Understanding Emotional Versus Physical Lubrication
When is lubrication emotional and not just physical? Well, physical would mean that you’ve been kissed, you’ve been smooshed, you’ve been touched, and you know, you get wet. But that doesn’t always happen, because this process requires information to come from your brain to your body that says, oh yeah, it’s go time.
But if you are mentally exhausted and you’re thinking about other important things, and you are angry with the person who is trying to make out with you and make love to you, or make love with you, depending on whichever one you are both willing to commit to, you can be pretty dry. It’s not because you don’t like the person; it’s simply that you are not present.

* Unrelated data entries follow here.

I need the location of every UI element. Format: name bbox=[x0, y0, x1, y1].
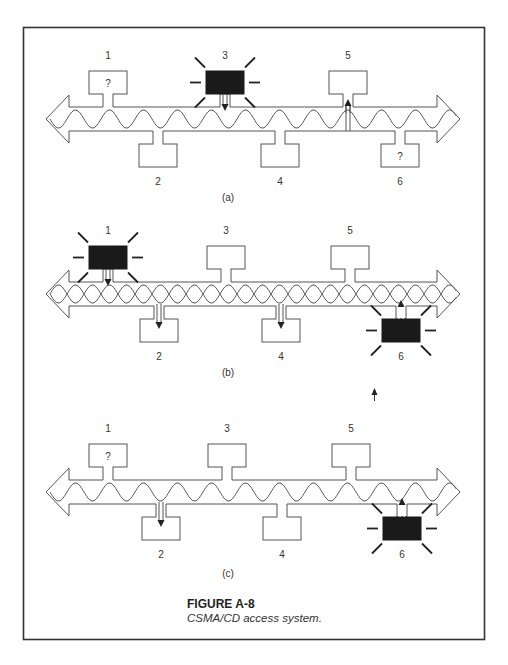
panel-label: (b) bbox=[222, 367, 234, 378]
station-1: ?1 bbox=[89, 423, 127, 467]
station-label: 1 bbox=[105, 423, 111, 434]
figure-a8: ?12345?6(a)123456(b)?123456(c) FIGURE A-… bbox=[0, 0, 508, 665]
station-label: 5 bbox=[345, 50, 351, 61]
station-box bbox=[207, 246, 245, 269]
panel-a: ?12345?6(a) bbox=[46, 50, 460, 203]
station-box bbox=[139, 144, 177, 167]
question-mark: ? bbox=[105, 451, 111, 462]
station-4: 4 bbox=[263, 517, 301, 560]
bus-cable bbox=[46, 94, 460, 144]
station-4: 4 bbox=[261, 144, 299, 187]
station-label: 5 bbox=[348, 423, 354, 434]
bus-cable bbox=[46, 269, 460, 319]
station-label: 4 bbox=[278, 351, 284, 362]
station-label: 3 bbox=[223, 225, 229, 236]
figure-caption: FIGURE A-8 CSMA/CD access system. bbox=[187, 597, 322, 625]
stray-arrow-icon bbox=[372, 388, 378, 401]
station-3: 3 bbox=[207, 225, 245, 269]
station-3: 3 bbox=[208, 423, 246, 467]
station-label: 4 bbox=[277, 176, 283, 187]
station-box bbox=[206, 71, 244, 94]
station-box bbox=[332, 444, 370, 467]
station-1: ?1 bbox=[89, 50, 127, 94]
station-2: 2 bbox=[139, 144, 177, 187]
figure-description: CSMA/CD access system. bbox=[187, 611, 322, 625]
station-box bbox=[208, 444, 246, 467]
station-box bbox=[263, 517, 301, 540]
panel-b: 123456(b) bbox=[46, 225, 460, 378]
station-label: 1 bbox=[105, 225, 111, 236]
panels-group: ?12345?6(a)123456(b)?123456(c) bbox=[46, 50, 460, 579]
question-mark: ? bbox=[397, 151, 403, 162]
station-label: 6 bbox=[398, 351, 404, 362]
station-label: 4 bbox=[279, 549, 285, 560]
station-box bbox=[329, 71, 367, 94]
station-label: 5 bbox=[347, 225, 353, 236]
station-label: 6 bbox=[399, 549, 405, 560]
station-box bbox=[261, 144, 299, 167]
panel-c: ?123456(c) bbox=[46, 423, 460, 579]
station-5: 5 bbox=[331, 225, 369, 269]
panel-label: (c) bbox=[222, 568, 234, 579]
station-box bbox=[89, 246, 127, 269]
station-label: 6 bbox=[397, 176, 403, 187]
station-box bbox=[383, 517, 421, 540]
station-label: 2 bbox=[158, 549, 164, 560]
clipped-page-text bbox=[0, 0, 508, 5]
station-label: 1 bbox=[105, 50, 111, 61]
station-5: 5 bbox=[332, 423, 370, 467]
panel-label: (a) bbox=[222, 192, 234, 203]
bus-cable bbox=[46, 467, 460, 517]
figure-number: FIGURE A-8 bbox=[187, 597, 322, 611]
station-label: 3 bbox=[222, 50, 228, 61]
station-label: 3 bbox=[224, 423, 230, 434]
station-6: ?6 bbox=[381, 144, 419, 187]
csma-cd-diagram: ?12345?6(a)123456(b)?123456(c) bbox=[0, 0, 508, 665]
station-label: 2 bbox=[155, 176, 161, 187]
question-mark: ? bbox=[105, 78, 111, 89]
station-box bbox=[382, 319, 420, 342]
station-box bbox=[331, 246, 369, 269]
station-label: 2 bbox=[156, 351, 162, 362]
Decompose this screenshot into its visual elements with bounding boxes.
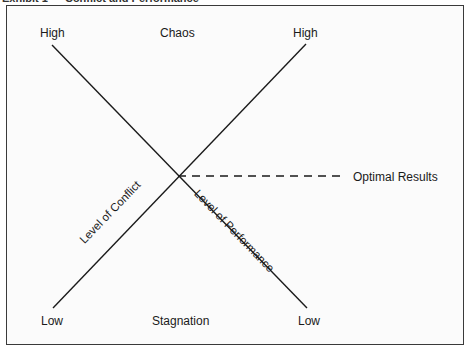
- label-low-right: Low: [298, 315, 320, 327]
- label-high-left: High: [40, 27, 65, 39]
- label-stagnation: Stagnation: [152, 315, 209, 327]
- label-chaos: Chaos: [160, 27, 195, 39]
- label-high-right: High: [293, 27, 318, 39]
- label-low-left: Low: [41, 315, 63, 327]
- label-optimal-results: Optimal Results: [353, 171, 438, 183]
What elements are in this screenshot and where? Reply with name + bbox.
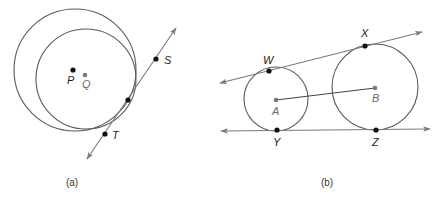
point-x xyxy=(362,43,367,48)
label-q: Q xyxy=(82,78,91,90)
label-w: W xyxy=(263,54,275,66)
point-a xyxy=(274,98,279,103)
caption-b: (b) xyxy=(321,177,333,188)
point-t xyxy=(102,131,107,136)
point-s xyxy=(153,56,158,61)
point-z xyxy=(373,127,378,132)
point-q xyxy=(83,73,88,78)
label-p: P xyxy=(67,74,75,86)
segment-AB xyxy=(276,88,375,100)
geometry-figure: PQST(a) WXYZAB(b) xyxy=(0,0,434,198)
figure-canvas: PQST(a) WXYZAB(b) xyxy=(0,0,434,198)
label-x: X xyxy=(360,27,369,39)
point-tangency xyxy=(125,97,130,102)
label-z: Z xyxy=(371,136,380,148)
panel-a: PQST(a) xyxy=(14,9,176,188)
label-b: B xyxy=(372,92,379,104)
point-b xyxy=(373,86,378,91)
label-s: S xyxy=(164,54,172,66)
label-t: T xyxy=(112,129,120,141)
label-a: A xyxy=(271,105,279,117)
tangent-line-WX xyxy=(220,32,422,83)
label-y: Y xyxy=(273,136,281,148)
point-w xyxy=(266,68,271,73)
tangent-line-YZ xyxy=(221,129,430,131)
point-y xyxy=(274,127,279,132)
panel-b: WXYZAB(b) xyxy=(220,27,430,188)
caption-a: (a) xyxy=(66,177,78,188)
point-p xyxy=(70,67,75,72)
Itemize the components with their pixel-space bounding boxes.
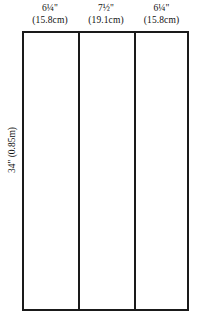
panel-divider-2 bbox=[134, 31, 136, 311]
panel-outline-rectangle bbox=[22, 31, 189, 311]
panel-3-metric-value: (15.8cm) bbox=[134, 14, 189, 26]
panel-3-dimension-label: 6¼" (15.8cm) bbox=[134, 2, 189, 26]
panel-2-dimension-label: 7½" (19.1cm) bbox=[78, 2, 134, 26]
panel-diagram: 6¼" (15.8cm) 7½" (19.1cm) 6¼" (15.8cm) 3… bbox=[0, 0, 203, 322]
panel-2-imperial-value: 7½" bbox=[78, 2, 134, 14]
panel-2-metric-value: (19.1cm) bbox=[78, 14, 134, 26]
top-dimension-labels: 6¼" (15.8cm) 7½" (19.1cm) 6¼" (15.8cm) bbox=[22, 2, 189, 30]
panel-1-imperial-value: 6¼" bbox=[22, 2, 78, 14]
height-dimension-label: 34" (0.85m) bbox=[6, 114, 18, 186]
panel-3-imperial-value: 6¼" bbox=[134, 2, 189, 14]
panel-divider-1 bbox=[78, 31, 80, 311]
panel-1-dimension-label: 6¼" (15.8cm) bbox=[22, 2, 78, 26]
panel-1-metric-value: (15.8cm) bbox=[22, 14, 78, 26]
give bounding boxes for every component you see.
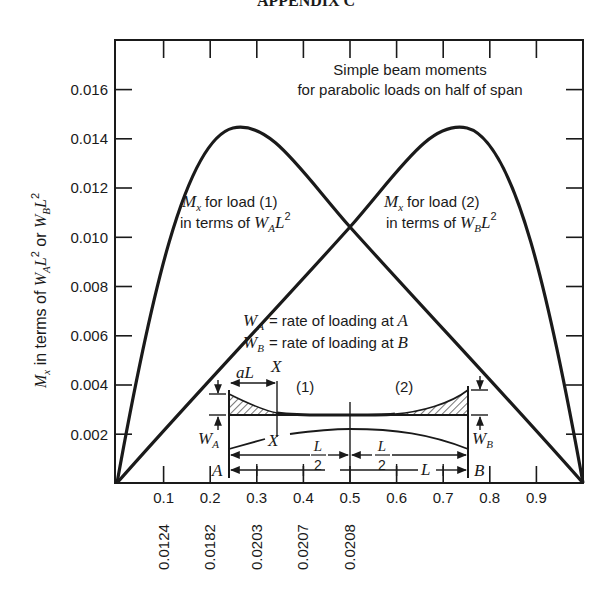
- svg-text:in terms ofWBL2: in terms ofWBL2: [386, 210, 497, 234]
- svg-text:0.9: 0.9: [526, 489, 547, 506]
- beam-diagram: [209, 376, 488, 483]
- series-load-1-label: Mxfor load (1) in terms ofWAL2: [180, 192, 291, 234]
- svg-text:for parabolic loads on half of: for parabolic loads on half of span: [297, 81, 522, 98]
- svg-text:Mxfor load (2): Mxfor load (2): [383, 192, 480, 213]
- svg-text:0.1: 0.1: [153, 489, 174, 506]
- svg-text:0.5: 0.5: [340, 489, 361, 506]
- svg-text:0.8: 0.8: [479, 489, 500, 506]
- svg-text:A: A: [211, 461, 223, 480]
- svg-text:0.0208: 0.0208: [341, 524, 358, 570]
- svg-text:L: L: [420, 460, 430, 479]
- y-axis-ticks: [115, 90, 132, 435]
- svg-text:WB: WB: [472, 429, 493, 450]
- svg-text:(1): (1): [296, 378, 314, 395]
- page-header: APPENDIX C: [257, 0, 355, 9]
- svg-text:X: X: [267, 431, 279, 450]
- svg-text:0.0124: 0.0124: [155, 524, 172, 570]
- svg-text:0.012: 0.012: [70, 179, 108, 196]
- y-axis-label: Mx in terms of WAL2 or WBL2: [29, 193, 52, 389]
- secondary-x-labels: 0.0124 0.0182 0.0203 0.0207 0.0208: [155, 524, 358, 570]
- svg-text:0.014: 0.014: [70, 130, 108, 147]
- svg-text:0.0182: 0.0182: [201, 524, 218, 570]
- svg-text:WA: WA: [198, 429, 219, 450]
- svg-text:Simple beam moments: Simple beam moments: [333, 61, 486, 78]
- svg-text:0.4: 0.4: [293, 489, 314, 506]
- svg-text:Mxfor load (1): Mxfor load (1): [181, 192, 278, 213]
- series-load-2-label: Mxfor load (2) in terms ofWBL2: [383, 192, 497, 234]
- svg-text:2: 2: [378, 457, 386, 473]
- chart-title: Simple beam moments for parabolic loads …: [297, 61, 522, 98]
- svg-text:aL: aL: [236, 363, 254, 382]
- svg-text:0.6: 0.6: [386, 489, 407, 506]
- beam-moment-chart: APPENDIX C: [0, 0, 612, 589]
- svg-text:0.004: 0.004: [70, 376, 108, 393]
- beam-labels: aL X (1) (2) X WA WB A B L 2 L 2 L: [198, 357, 493, 480]
- y-tick-labels: 0.016 0.014 0.012 0.010 0.008 0.006 0.00…: [70, 81, 108, 443]
- svg-text:X: X: [270, 357, 282, 376]
- beam-deflection-curve: [229, 429, 468, 449]
- svg-text:(2): (2): [395, 378, 413, 395]
- right-ticks: [566, 90, 583, 435]
- load-1-area: [229, 394, 277, 415]
- svg-text:WB= rate of loading atB: WB= rate of loading atB: [243, 333, 409, 354]
- svg-text:L: L: [377, 438, 386, 454]
- svg-text:0.0207: 0.0207: [294, 524, 311, 570]
- x-tick-labels: 0.1 0.2 0.3 0.4 0.5 0.6 0.7 0.8 0.9: [153, 489, 547, 506]
- svg-text:0.006: 0.006: [70, 327, 108, 344]
- svg-text:0.008: 0.008: [70, 278, 108, 295]
- svg-text:Mx in terms of WAL2 or WBL2: Mx in terms of WAL2 or WBL2: [29, 193, 52, 389]
- svg-text:L: L: [313, 438, 322, 454]
- svg-text:WA= rate of loading atA: WA= rate of loading atA: [243, 311, 409, 332]
- svg-text:in terms ofWAL2: in terms ofWAL2: [180, 210, 291, 234]
- top-ticks: [164, 40, 537, 58]
- svg-text:0.7: 0.7: [433, 489, 454, 506]
- svg-text:0.010: 0.010: [70, 229, 108, 246]
- svg-text:0.3: 0.3: [246, 489, 267, 506]
- svg-text:2: 2: [314, 457, 322, 473]
- plot-frame: [115, 40, 583, 483]
- svg-text:B: B: [474, 461, 485, 480]
- svg-text:0.0203: 0.0203: [248, 524, 265, 570]
- svg-text:0.016: 0.016: [70, 81, 108, 98]
- svg-text:0.002: 0.002: [70, 426, 108, 443]
- svg-text:0.2: 0.2: [200, 489, 221, 506]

You are not mentally and emotionally present.
Now, after a grievous situation, you may be willing to have a lot of sex, but that doesn’t mean you are biologically ready to have sex. For example, if you lose someone, or you were in a painful experience, or you lost a job, you may want to do something your body considers fun, like sex. The desire for it may rise and feel like a priority, but your body may not be ready because, mentally, something else is going on, and sex becomes the medication.
So you need to understand the dynamic of what your emotions are at the time. There are moments when sex is medication, but you also want to be careful that it’s not something you turn to so often that you begin to experience some level of addiction. That’s how a lot of people got into masturbation and pornography — by using sex as medication.